The move action to use on a friend also allows you to contribute offensively even when you're spending your standard actions defensively or to achieve something else.
- overload
- energy shield
- holographic projector
The standard action to use it and attack allows you to use your move action abilities more liberally inside combat by lessening the damage drop off.
- Miracle worker
- Overload weapon
- control scoutbot
- invisibility hampering projector
- saboteur (sabotage/disable device)
- ultraclocking
- master control
- combat tracking/twin tracking/quad tracking
Also bear in mind that you are effectively gaining a bonus to hit (or removing the penalty) when you don't full attack, so the gap closes further, when combined with combat tracking, you can actually be better at single attacks than a soldier in some respects (just as accurate, with extra damage), while simultaneously freeing up extra actions.

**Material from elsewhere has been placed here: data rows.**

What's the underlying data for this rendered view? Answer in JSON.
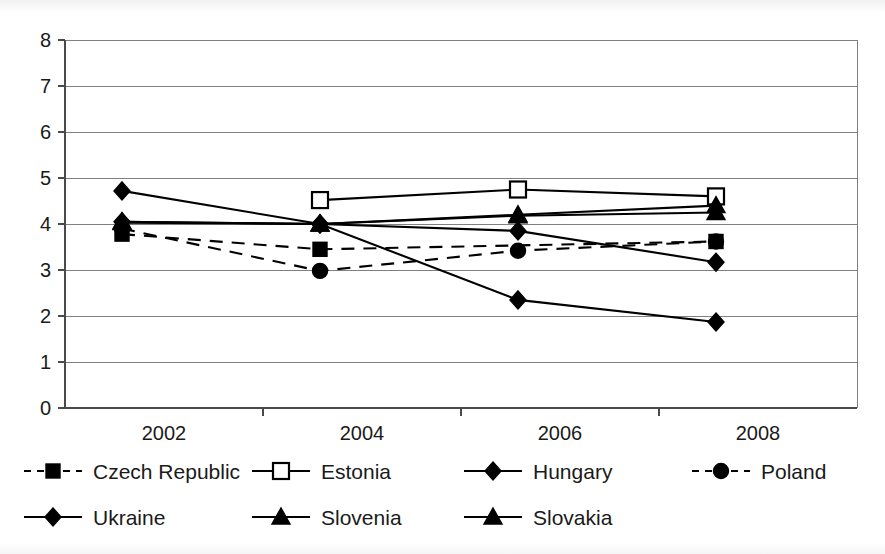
{
  "chart_data": {
    "type": "line",
    "title": "",
    "subtitle": "",
    "xlabel": "",
    "ylabel": "",
    "categories": [
      "2002",
      "2004",
      "2006",
      "2008"
    ],
    "x_tick_labels": [
      "2002",
      "2004",
      "2006",
      "2008"
    ],
    "y_tick_labels": [
      "0",
      "1",
      "2",
      "3",
      "4",
      "5",
      "6",
      "7",
      "8"
    ],
    "ylim": [
      0,
      8
    ],
    "y_tick_step": 1,
    "grid": "horizontal",
    "legend_position": "bottom",
    "legend_columns": 4,
    "series": [
      {
        "name": "Czech Republic",
        "marker": "filled-square",
        "line_style": "dashed",
        "values": [
          3.78,
          3.45,
          null,
          3.62
        ]
      },
      {
        "name": "Estonia",
        "marker": "hollow-square",
        "line_style": "solid",
        "values": [
          null,
          4.52,
          4.75,
          4.6
        ]
      },
      {
        "name": "Hungary",
        "marker": "filled-diamond",
        "line_style": "solid",
        "values": [
          4.05,
          4.0,
          3.85,
          3.17
        ]
      },
      {
        "name": "Poland",
        "marker": "filled-circle",
        "line_style": "dashed",
        "values": [
          3.9,
          2.98,
          3.42,
          3.62
        ]
      },
      {
        "name": "Ukraine",
        "marker": "filled-diamond",
        "line_style": "solid",
        "values": [
          4.72,
          4.0,
          2.35,
          1.87
        ]
      },
      {
        "name": "Slovenia",
        "marker": "filled-triangle",
        "line_style": "solid",
        "values": [
          4.05,
          4.0,
          4.2,
          4.4
        ]
      },
      {
        "name": "Slovakia",
        "marker": "filled-triangle",
        "line_style": "solid",
        "values": [
          4.03,
          4.0,
          4.18,
          4.25
        ]
      }
    ]
  },
  "legend": {
    "rows": [
      [
        {
          "label": "Czech Republic",
          "marker": "filled-square",
          "line_style": "dashed"
        },
        {
          "label": "Estonia",
          "marker": "hollow-square",
          "line_style": "solid"
        },
        {
          "label": "Hungary",
          "marker": "filled-diamond",
          "line_style": "solid"
        },
        {
          "label": "Poland",
          "marker": "filled-circle",
          "line_style": "dashed"
        }
      ],
      [
        {
          "label": "Ukraine",
          "marker": "filled-diamond",
          "line_style": "solid"
        },
        {
          "label": "Slovenia",
          "marker": "filled-triangle",
          "line_style": "solid"
        },
        {
          "label": "Slovakia",
          "marker": "filled-triangle",
          "line_style": "solid"
        }
      ]
    ]
  },
  "colors": {
    "series": "#000000",
    "gridline": "#808080",
    "axis": "#4a4a4a",
    "background": "#ffffff",
    "text": "#1a1a1a"
  }
}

In the case of sniper rifles, you can even remove ranged increments from the equation, for the most part, making that one attack very accurate, if you wanted.
Cathulhu |
I've made a successful mechanic that uses switch hitting. A maze core Dragonglaive/Laser Rifle. (Been thinking about switching to an explosive heavy weapon).
In any case, a reach weapon with Overcharge is great. Attack once. Make an AoO as they move in. Next round, attack with Overcharge, and take a guarded five foot step back. They take an AoO, and waste their move action, and therefore are also unable to full attack. Since you are ALWAYS doing more damage with Overcharge, you will eventually win with a matched foe. If not, use a Jet Pack or Force Pack, soak an AoO, and move way back and shoot from afar.
Its been a very interesting, tactical, build. Though the game isn't really designed for it, my friends and I have run PvP encounters. My switch hitter Mechanic crushed his switch hitter Soldier. Combat took 6-7 rounds, a couple of which neither of us hit. Once I actually got into melee, I was able to down him in three rounds or so.